Abstract

Criminal punishment pursuant to a facially valid conviction in a court of law is an uncontested exception to the Thirteenth Amendment’s prohibition on slavery and involuntary servitude. After all, the Constitutional text reads, “Neither slavery nor involuntary servitude, except as a punishment for crime whereof the party shall have been duly convicted, shall exist within the United States.” And yet, beginning almost immediately after the Thirteenth Amendment was adopted, states regularly employed criminal statutes to limit the movement and behaviors of those previously enslaved and subject them to slavery-type labor camps in conditions that closely mirrored slavery. Because neither the Amendment nor its history offers much guidance on how to understand the distinction between illegitimate and lawful uses of “slavery” or “involuntary servitude,” the Thirteenth Amendment’s language has permitted the continued enslavement of Black individuals through this carved out exception for criminal convictions. The overlapping history of slavery and the development of the prison system as a site to maintain control over the labor and economic potential of Black individuals makes this unexplored distinction critical, as we see this system undo for individuals the collective rights the Civil War Amendments bestowed on African Americans (if only in the written law).

Document Type

Article

Publication Date

2022

Notes/Citation Information

Cortney E. Lollar, The Costs of the Punishment Clause, 106 Minn. L. Rev. 1827 (2022).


EXERCISE —
Reproduce the records below exactly; the images should not appear.

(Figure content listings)
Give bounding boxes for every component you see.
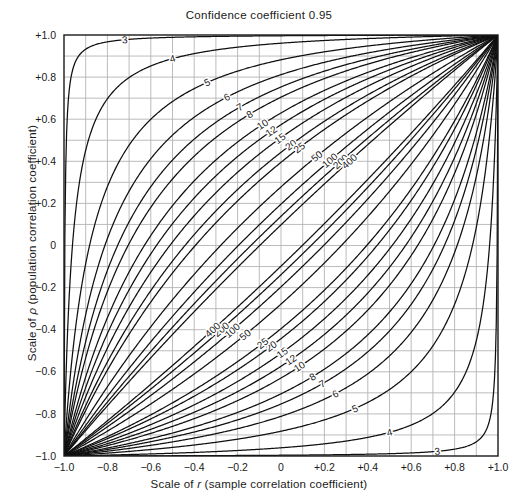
svg-text:4: 4 [168, 53, 177, 65]
svg-text:6: 6 [330, 387, 340, 400]
y-tick-label: −1.0 [35, 450, 56, 462]
svg-text:4: 4 [385, 426, 394, 438]
y-axis-title-prefix: Scale of [26, 315, 38, 362]
x-tick-label: +0.2 [314, 461, 335, 473]
x-tick-label: −0.4 [184, 461, 205, 473]
x-tick-label: +0.8 [444, 461, 465, 473]
x-tick-label: −0.6 [140, 461, 161, 473]
y-tick-label: +0.6 [35, 113, 56, 125]
x-tick-label: −0.2 [227, 461, 248, 473]
svg-text:5: 5 [350, 402, 360, 414]
x-tick-label: −0.8 [97, 461, 118, 473]
x-axis-title-prefix: Scale of [151, 478, 198, 490]
curve-label: 44 [168, 53, 177, 65]
x-tick-label: +1.0 [488, 461, 509, 473]
x-tick-label: −1.0 [54, 461, 75, 473]
x-tick-label: +0.6 [401, 461, 422, 473]
curve-label: 88 [244, 108, 255, 121]
y-axis-title-symbol: ρ [26, 308, 38, 315]
svg-text:6: 6 [222, 91, 232, 104]
y-tick-label: +0.8 [35, 71, 56, 83]
y-tick-label: +1.0 [35, 29, 56, 41]
y-axis-title: Scale of ρ (population correlation coeff… [26, 113, 38, 373]
y-tick-label: −0.2 [35, 281, 56, 293]
x-axis-title: Scale of r (sample correlation coefficie… [0, 478, 518, 490]
x-tick-label: +0.4 [357, 461, 378, 473]
y-tick-label: +0.2 [35, 197, 56, 209]
svg-text:5: 5 [202, 76, 212, 88]
curve-label: 66 [330, 387, 340, 400]
curve-label: 66 [222, 91, 232, 104]
curve-label: 55 [350, 402, 360, 414]
y-tick-label: −0.8 [35, 408, 56, 420]
y-tick-label: −0.4 [35, 323, 56, 335]
curve-label: 55 [202, 76, 212, 88]
svg-text:7: 7 [317, 377, 328, 390]
curve-label: 77 [317, 377, 328, 390]
x-tick-label: 0 [278, 461, 284, 473]
y-tick-label: 0 [50, 239, 56, 251]
y-tick-label: −0.6 [35, 365, 56, 377]
y-tick-label: +0.4 [35, 155, 56, 167]
chart-title: Confidence coefficient 0.95 [0, 9, 518, 21]
curve-label: 44 [385, 426, 394, 438]
confidence-belt-figure: Confidence coefficient 0.95 334455667788… [0, 0, 518, 504]
x-axis-title-suffix: (sample correlation coefficient) [201, 478, 367, 490]
y-axis-title-suffix: (population correlation coefficient) [26, 125, 38, 308]
svg-text:8: 8 [244, 108, 255, 121]
grid-lines [64, 35, 498, 456]
plot-canvas: 3344556677881010121215152020252550501001… [0, 0, 518, 504]
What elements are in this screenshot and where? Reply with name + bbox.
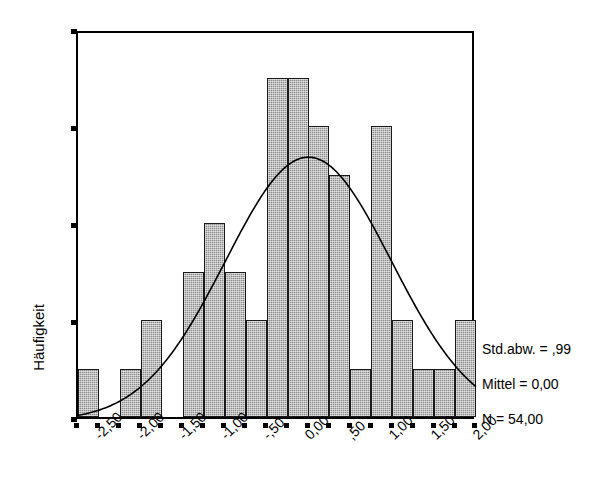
table-row (246, 320, 267, 417)
table-row (288, 78, 309, 418)
table-row (434, 369, 455, 418)
table-row (225, 272, 246, 418)
y-axis-title: Häufigkeit (31, 278, 46, 398)
table-row (455, 320, 476, 417)
plot-inner (78, 33, 472, 417)
table-row (392, 320, 413, 417)
std-dev-label: Std.abw. = ,99 (482, 342, 571, 356)
table-row (371, 126, 392, 417)
table-row (141, 320, 162, 417)
table-row (120, 369, 141, 418)
table-row (308, 126, 329, 417)
statistics-legend: Std.abw. = ,99 Mittel = 0,00 N = 54,00 (482, 342, 571, 426)
x-tick-label: ,50 (344, 418, 368, 442)
table-row (183, 272, 204, 418)
table-row (78, 369, 99, 418)
table-row (350, 369, 371, 418)
table-row (413, 369, 434, 418)
mean-label: Mittel = 0,00 (482, 377, 571, 391)
plot-area (76, 31, 474, 419)
table-row (329, 175, 350, 418)
x-tick-mark (74, 423, 79, 428)
histogram-chart: 8 6 4 2 0 Häufigkeit (0, 0, 598, 488)
n-label: N = 54,00 (482, 412, 571, 426)
table-row (267, 78, 288, 418)
x-tick-mark (368, 423, 373, 428)
table-row (204, 223, 225, 417)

ANSWER SECTION —
Give bounding boxes for every component you see.
svg-text:4: 4 [168, 53, 177, 65]
svg-text:6: 6 [330, 387, 340, 400]
y-tick-label: −1.0 [35, 450, 56, 462]
svg-text:4: 4 [385, 426, 394, 438]
y-axis-title-prefix: Scale of [26, 315, 38, 362]
x-tick-label: +0.2 [314, 461, 335, 473]
x-tick-label: −0.4 [184, 461, 205, 473]
x-tick-label: +0.8 [444, 461, 465, 473]
x-tick-label: −0.6 [140, 461, 161, 473]
y-tick-label: +0.6 [35, 113, 56, 125]
x-tick-label: −0.2 [227, 461, 248, 473]
svg-text:5: 5 [350, 402, 360, 414]
x-tick-label: −0.8 [97, 461, 118, 473]
x-axis-title-prefix: Scale of [151, 478, 198, 490]
curve-label: 44 [168, 53, 177, 65]
x-tick-label: +1.0 [488, 461, 509, 473]
x-tick-label: −1.0 [54, 461, 75, 473]
x-tick-label: +0.6 [401, 461, 422, 473]
curve-label: 88 [244, 108, 255, 121]
y-axis-title-symbol: ρ [26, 308, 38, 315]
svg-text:6: 6 [222, 91, 232, 104]
y-tick-label: +0.8 [35, 71, 56, 83]
y-tick-label: +1.0 [35, 29, 56, 41]
y-axis-title: Scale of ρ (population correlation coeff… [26, 113, 38, 373]
y-tick-label: −0.2 [35, 281, 56, 293]
x-axis-title: Scale of r (sample correlation coefficie… [0, 478, 518, 490]
x-tick-label: +0.4 [357, 461, 378, 473]
y-tick-label: +0.2 [35, 197, 56, 209]
svg-text:5: 5 [202, 76, 212, 88]
curve-label: 66 [330, 387, 340, 400]
curve-label: 66 [222, 91, 232, 104]
curve-label: 55 [350, 402, 360, 414]
y-tick-label: −0.8 [35, 408, 56, 420]
y-tick-label: −0.4 [35, 323, 56, 335]
curve-label: 55 [202, 76, 212, 88]
svg-text:7: 7 [317, 377, 328, 390]
curve-label: 77 [317, 377, 328, 390]
x-tick-label: 0 [278, 461, 284, 473]
y-tick-label: 0 [50, 239, 56, 251]
y-tick-label: −0.6 [35, 365, 56, 377]
y-tick-label: +0.4 [35, 155, 56, 167]
chart-title: Confidence coefficient 0.95 [0, 9, 518, 21]
curve-label: 44 [385, 426, 394, 438]
confidence-belt-figure: Confidence coefficient 0.95 334455667788… [0, 0, 518, 504]
x-axis-title-suffix: (sample correlation coefficient) [201, 478, 367, 490]
y-axis-title-suffix: (population correlation coefficient) [26, 125, 38, 308]
svg-text:8: 8 [244, 108, 255, 121]
grid-lines [64, 35, 498, 456]
plot-canvas: 3344556677881010121215152020252550501001… [0, 0, 518, 504]
What elements are in this screenshot and where? Reply with name + bbox.
table-row (246, 320, 267, 417)
table-row (288, 78, 309, 418)
table-row (434, 369, 455, 418)
table-row (225, 272, 246, 418)
y-axis-title: Häufigkeit (31, 278, 46, 398)
table-row (455, 320, 476, 417)
plot-inner (78, 33, 472, 417)
table-row (392, 320, 413, 417)
std-dev-label: Std.abw. = ,99 (482, 342, 571, 356)
table-row (371, 126, 392, 417)
table-row (141, 320, 162, 417)
table-row (120, 369, 141, 418)
table-row (308, 126, 329, 417)
statistics-legend: Std.abw. = ,99 Mittel = 0,00 N = 54,00 (482, 342, 571, 426)
x-tick-label: ,50 (344, 418, 368, 442)
table-row (183, 272, 204, 418)
table-row (78, 369, 99, 418)
table-row (350, 369, 371, 418)
table-row (413, 369, 434, 418)
mean-label: Mittel = 0,00 (482, 377, 571, 391)
plot-area (76, 31, 474, 419)
table-row (329, 175, 350, 418)
x-tick-mark (74, 423, 79, 428)
histogram-chart: 8 6 4 2 0 Häufigkeit (0, 0, 598, 488)
n-label: N = 54,00 (482, 412, 571, 426)
table-row (267, 78, 288, 418)
x-tick-mark (368, 423, 373, 428)
table-row (204, 223, 225, 417)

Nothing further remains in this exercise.